Digital gated communities and clubs are seeded with a group chat, and they may stay there as informal groups, or they can graduate to formal organizations — migrating onto higher fidelity organization platforms in the social network ecosystem.

Group chats are the decentralized apps we always had but didn’t know we wanted.

Tl;dr — The largely decentralized and democratic nature of group chats is conceptually powerful as we explore new models of community ownership, engagement, and governance.

The very attributes that make decentralization via the blockchain appealing to so many right now have effectively existed in email and group SMS since the start. Looking at it in reverse — where do people feel comfortable engaging in the same way you’d expect them to on a decentralized platform? The most likely answers are IRL and in small, private group chats.

Group chats are democratic, decentralized, and egalitarian — structurally and in practice. Every member has equal access, information, and rights. Users have control and autonomy — they decide how to operate the group, how participants can engage, and what’s acceptable or not to say. This stands in contrast to most major social networks built over the past 15 years — largely centralized, algorithmic, feed-based, and setting the rules of engagement and ownership from the top-down.

There are of course real questions about whether messaging apps like Whatsapp and others actually obey the privacy claims they tout. There’s also concern about the potentially negative outgrowths of unfettered, private group conversation. That said, there’s momentum even from incumbent centralized social networks to, for instance, see a decentralized social network protocol created — most notably Twitter’s Bluesky.

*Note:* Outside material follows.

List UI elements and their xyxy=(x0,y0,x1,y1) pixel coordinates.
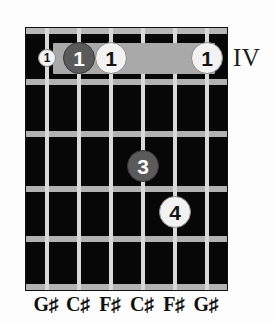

In the emergent web3 era, the “group chat” is a critical building block for every DAO (decentralized autonomous organization). DAOs are meant to operate like collectives, bringing people together around a shared purpose and resource — supporting group decision-making, action, and value creation. DAOs are elegantly described as the “native corporate structure of crypto economies” and group chats are a core feature.

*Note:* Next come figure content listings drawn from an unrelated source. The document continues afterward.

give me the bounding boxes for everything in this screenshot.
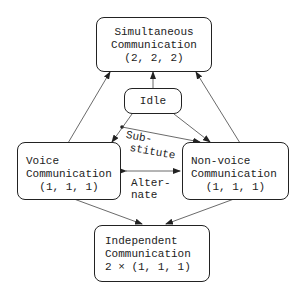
edge-voice-to-independent xyxy=(74,199,142,224)
node-independent-communication: Independent Communication 2 × (1, 1, 1) xyxy=(94,225,210,282)
node-line: Communication xyxy=(97,39,211,52)
edge-nonvoice-to-simultaneous xyxy=(196,72,240,143)
node-line: Idle xyxy=(125,95,181,108)
edge-voice-to-simultaneous xyxy=(68,72,110,143)
edge-label-line: nate xyxy=(131,189,171,201)
node-line: Communication xyxy=(105,248,209,261)
node-line: Communication xyxy=(26,168,120,181)
node-line: (1, 1, 1) xyxy=(191,181,288,194)
node-line: Voice xyxy=(26,155,120,168)
node-nonvoice-communication: Non-voice Communication (1, 1, 1) xyxy=(182,142,289,200)
node-voice-communication: Voice Communication (1, 1, 1) xyxy=(17,142,121,200)
node-line: Independent xyxy=(105,235,209,248)
node-line: Non-voice xyxy=(191,155,288,168)
node-line: (1, 1, 1) xyxy=(26,181,120,194)
edge-label-alternate: Alter- nate xyxy=(131,177,171,201)
node-line: Simultaneous xyxy=(97,26,211,39)
node-line: Communication xyxy=(191,168,288,181)
node-idle: Idle xyxy=(124,88,182,114)
edge-label-line: Alter- xyxy=(131,177,171,189)
node-line: 2 × (1, 1, 1) xyxy=(105,261,209,274)
node-simultaneous-communication: Simultaneous Communication (2, 2, 2) xyxy=(96,17,212,72)
node-line: (2, 2, 2) xyxy=(97,52,211,65)
edge-nonvoice-to-independent xyxy=(166,199,234,224)
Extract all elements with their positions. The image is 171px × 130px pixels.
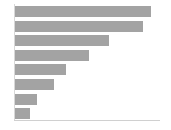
bar (15, 6, 151, 17)
bar-series (15, 5, 160, 120)
bar (15, 50, 89, 61)
plot-area (15, 5, 160, 120)
x-axis-baseline (14, 120, 160, 121)
bar (15, 94, 37, 105)
bar (15, 108, 30, 119)
bar (15, 21, 143, 32)
bar (15, 64, 66, 75)
bar-chart (0, 0, 171, 130)
bar (15, 35, 109, 46)
bar (15, 79, 54, 90)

Take ConstitutionDAO — strangers discover a shared idea via public tweets, move to a 10-person private group chat, then a Discord server that gathers thousands of people — creating a movement that played out with a story arc fit for the movies. Still, the “founding fathers” and core team of Constitution DAO remained relatively small (10s of people). At this scale, group chat is usually still the most nimble way to communicate and reach consensus before engaging with a broader community.

We’ve already seen many popular DAOs built from the group chat up. Friends with Benefits (FWB) is one of the early example showcasing the value of group chats as the seed of a social network, a gated community, and a decentralized app. Group chats are ultimately lightweight, flexible containers that, born out of the simplicity of early group SMS itself, can be actively shaped by the individuals in them. A simple concept, but one that seems to make them timeless.

If this working theory resonates, please consider sharing it with a friend or on socials. 🙏 If you’re thinking about, building, or investing in consumer social, media, or gaming, I’d love to hear your thoughts!